#### WHAT YOU ARE ASKED TO DO
A faithful copy of every record is needed here. Images must not appear in it.

#### RECORDS SHOWN
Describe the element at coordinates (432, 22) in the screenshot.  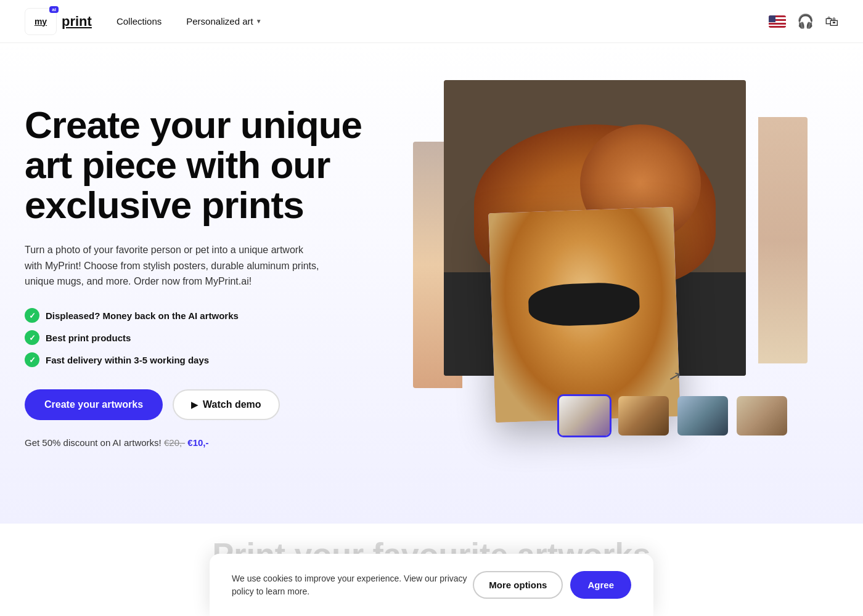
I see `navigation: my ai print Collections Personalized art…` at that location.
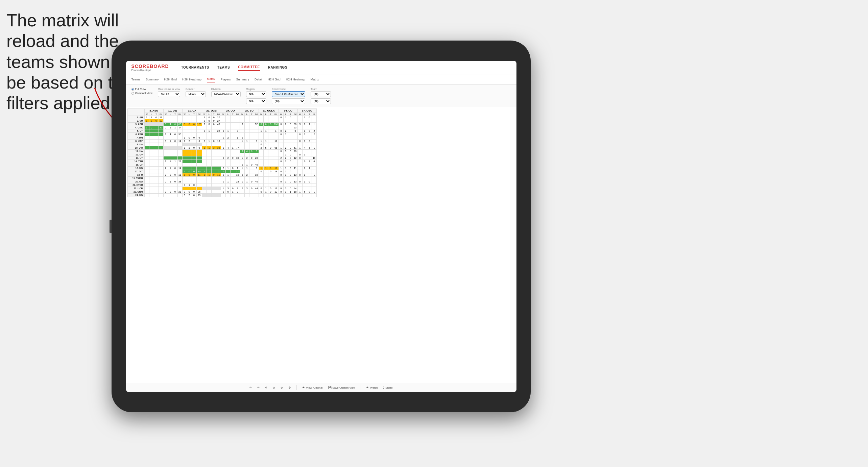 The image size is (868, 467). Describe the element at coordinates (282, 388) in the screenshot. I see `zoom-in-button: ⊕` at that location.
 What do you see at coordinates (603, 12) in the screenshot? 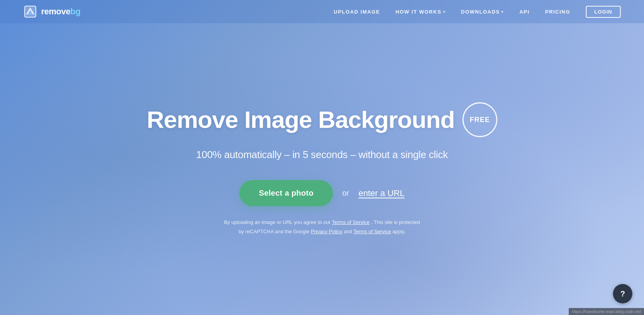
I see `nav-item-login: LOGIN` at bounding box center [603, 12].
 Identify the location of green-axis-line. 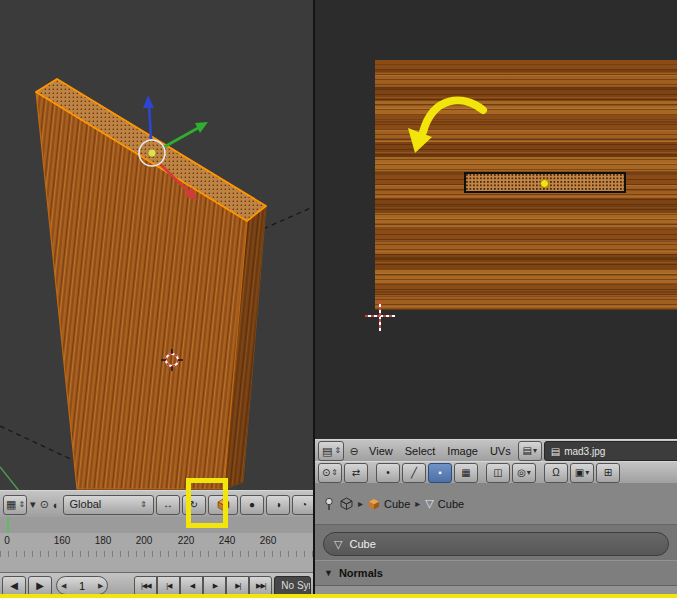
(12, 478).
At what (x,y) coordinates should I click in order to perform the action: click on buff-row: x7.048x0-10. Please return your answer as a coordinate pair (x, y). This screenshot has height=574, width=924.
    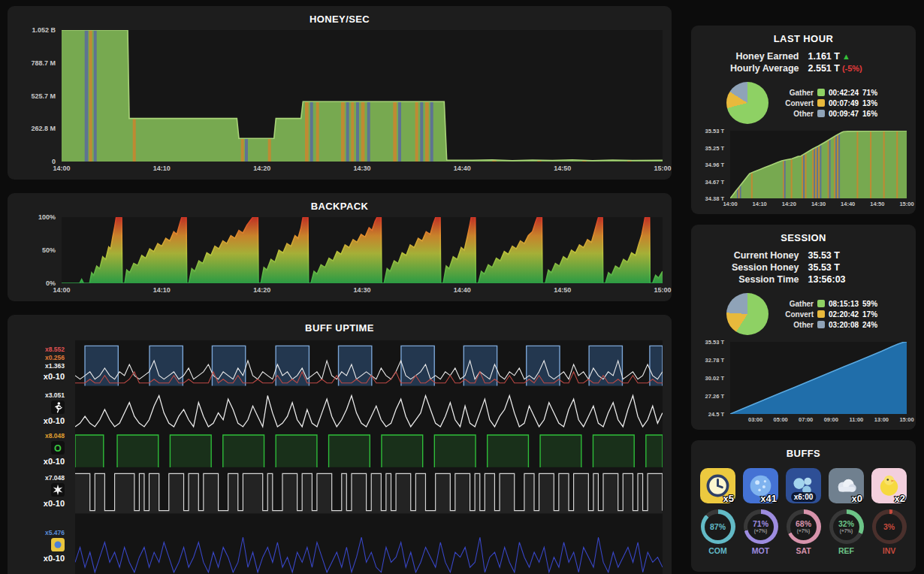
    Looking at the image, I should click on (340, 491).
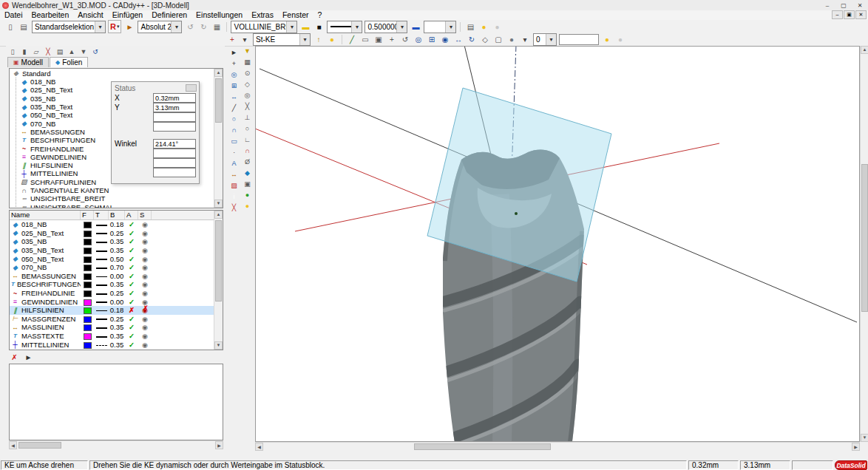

#### TASK RESULT
Describe the element at coordinates (432, 22) in the screenshot.  
I see `navigation: my ai print Collections Personalized art…` at that location.
 The image size is (868, 467). Describe the element at coordinates (282, 388) in the screenshot. I see `zoom-in-button: ⊕` at that location.
 What do you see at coordinates (603, 12) in the screenshot? 
I see `nav-item-login: LOGIN` at bounding box center [603, 12].
 Identify the location of green-axis-line. 
(12, 478).
At what (x,y) coordinates should I click in order to perform the action: click on buff-row: x7.048x0-10. Please return your answer as a coordinate pair (x, y). This screenshot has height=574, width=924.
    Looking at the image, I should click on (340, 491).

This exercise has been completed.